#### WHAT IS EXPECTED
Copy exactly, from the beginning of the material below, every line up to and including the one holding "You are a GUI", with the pictures left out.

==== THE RECORDS ====

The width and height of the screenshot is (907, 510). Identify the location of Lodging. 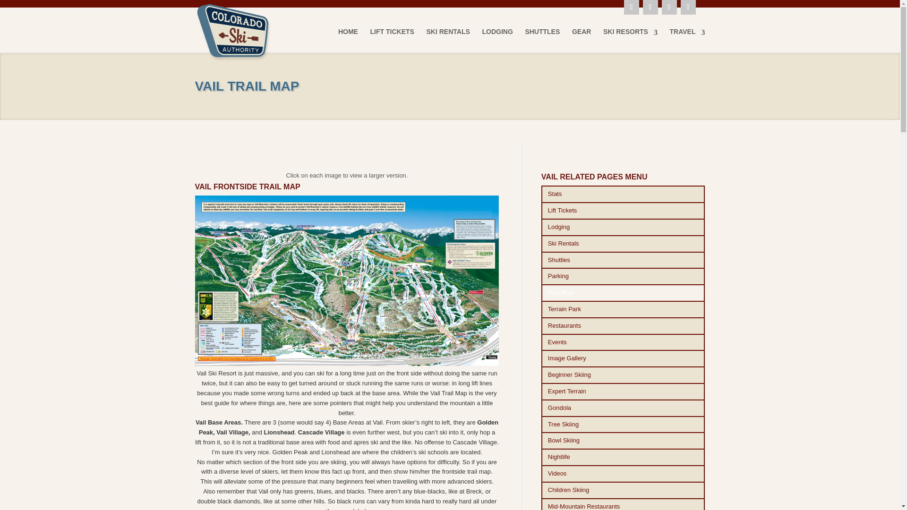
(624, 228).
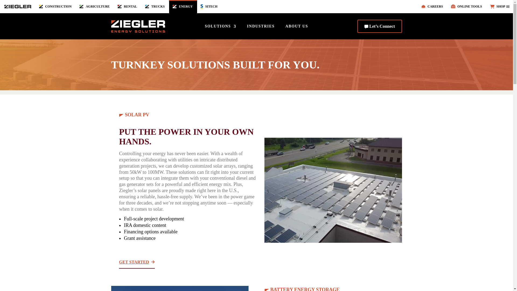 The width and height of the screenshot is (517, 291). What do you see at coordinates (56, 6) in the screenshot?
I see `CONSTRUCTION` at bounding box center [56, 6].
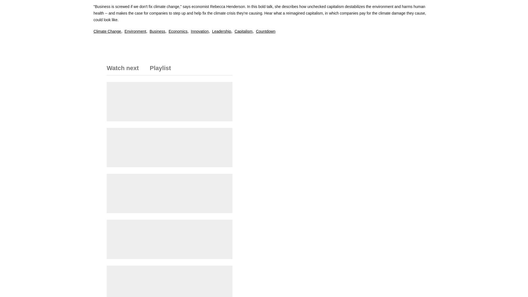 This screenshot has height=297, width=528. Describe the element at coordinates (158, 70) in the screenshot. I see `Playlist` at that location.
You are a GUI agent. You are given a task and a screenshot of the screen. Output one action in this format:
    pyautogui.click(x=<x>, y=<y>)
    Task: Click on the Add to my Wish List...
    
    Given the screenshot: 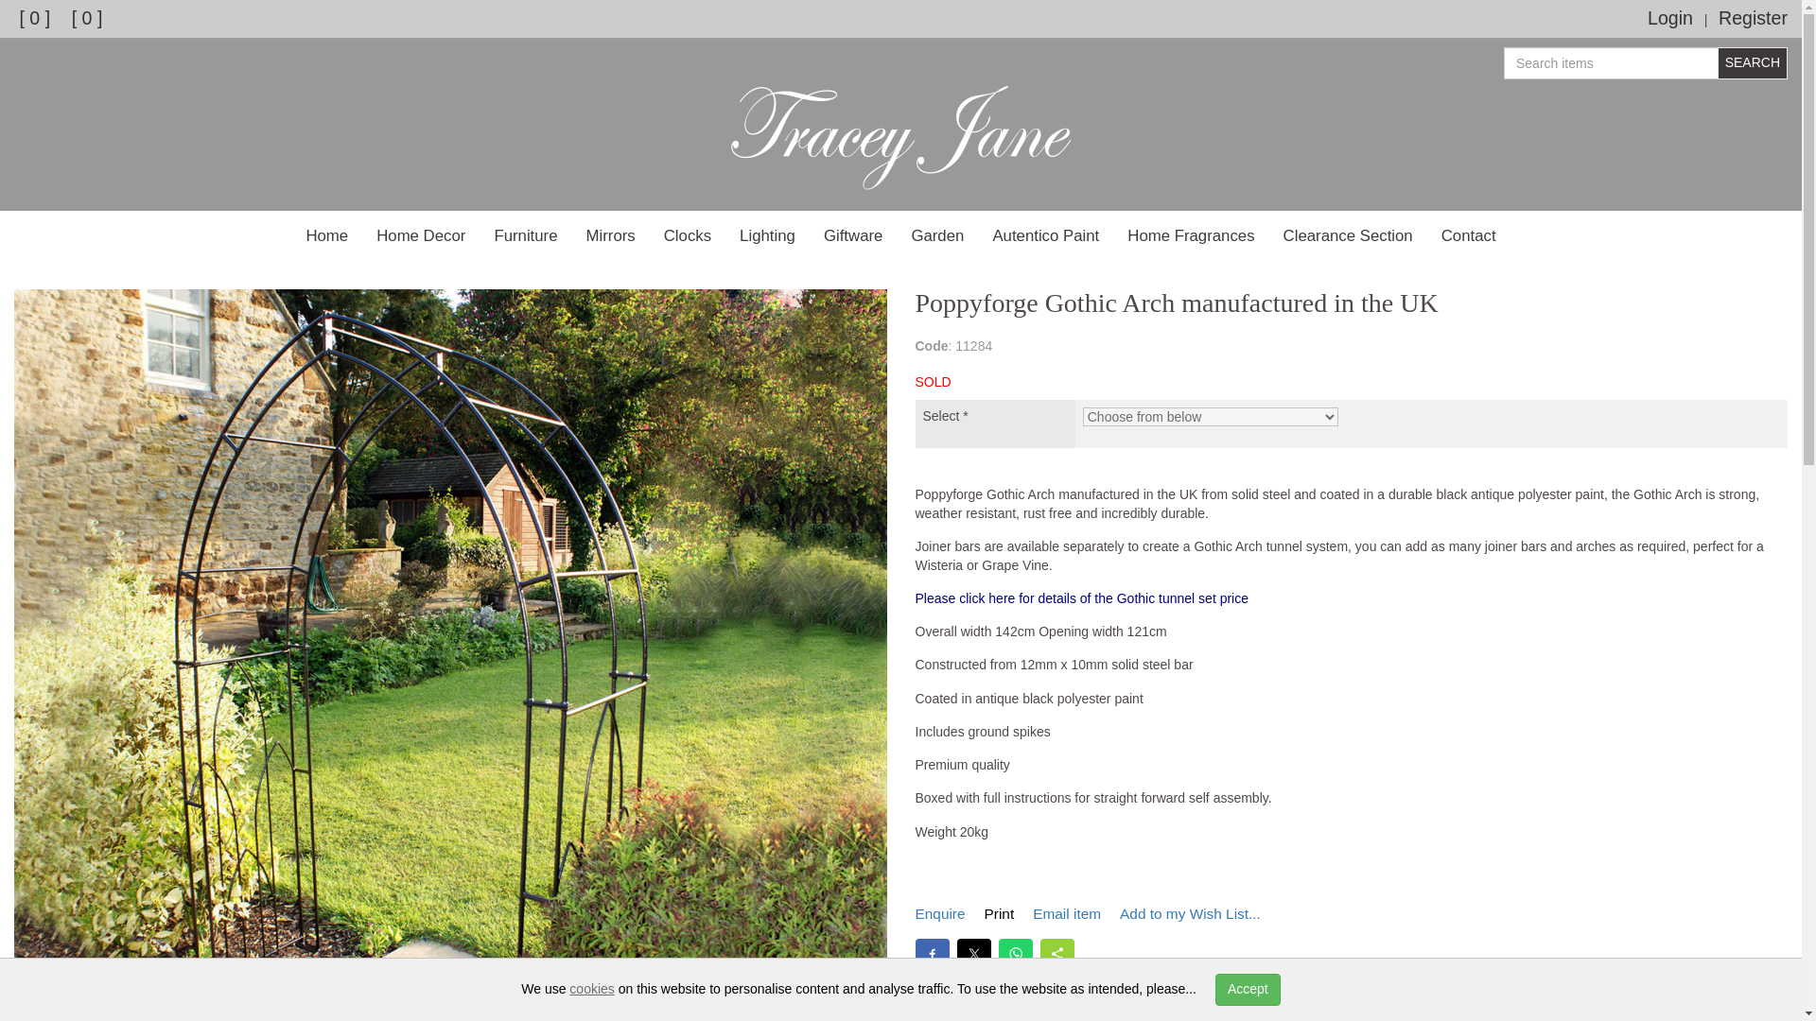 What is the action you would take?
    pyautogui.click(x=1190, y=914)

====

#### EXERCISE SOLUTION
The width and height of the screenshot is (907, 510). Identify the location of Lodging. 
(624, 228).
 The width and height of the screenshot is (517, 291). What do you see at coordinates (56, 6) in the screenshot?
I see `CONSTRUCTION` at bounding box center [56, 6].
 This screenshot has height=297, width=528. Describe the element at coordinates (158, 70) in the screenshot. I see `Playlist` at that location.
You are a GUI agent. You are given a task and a screenshot of the screen. Output one action in this format:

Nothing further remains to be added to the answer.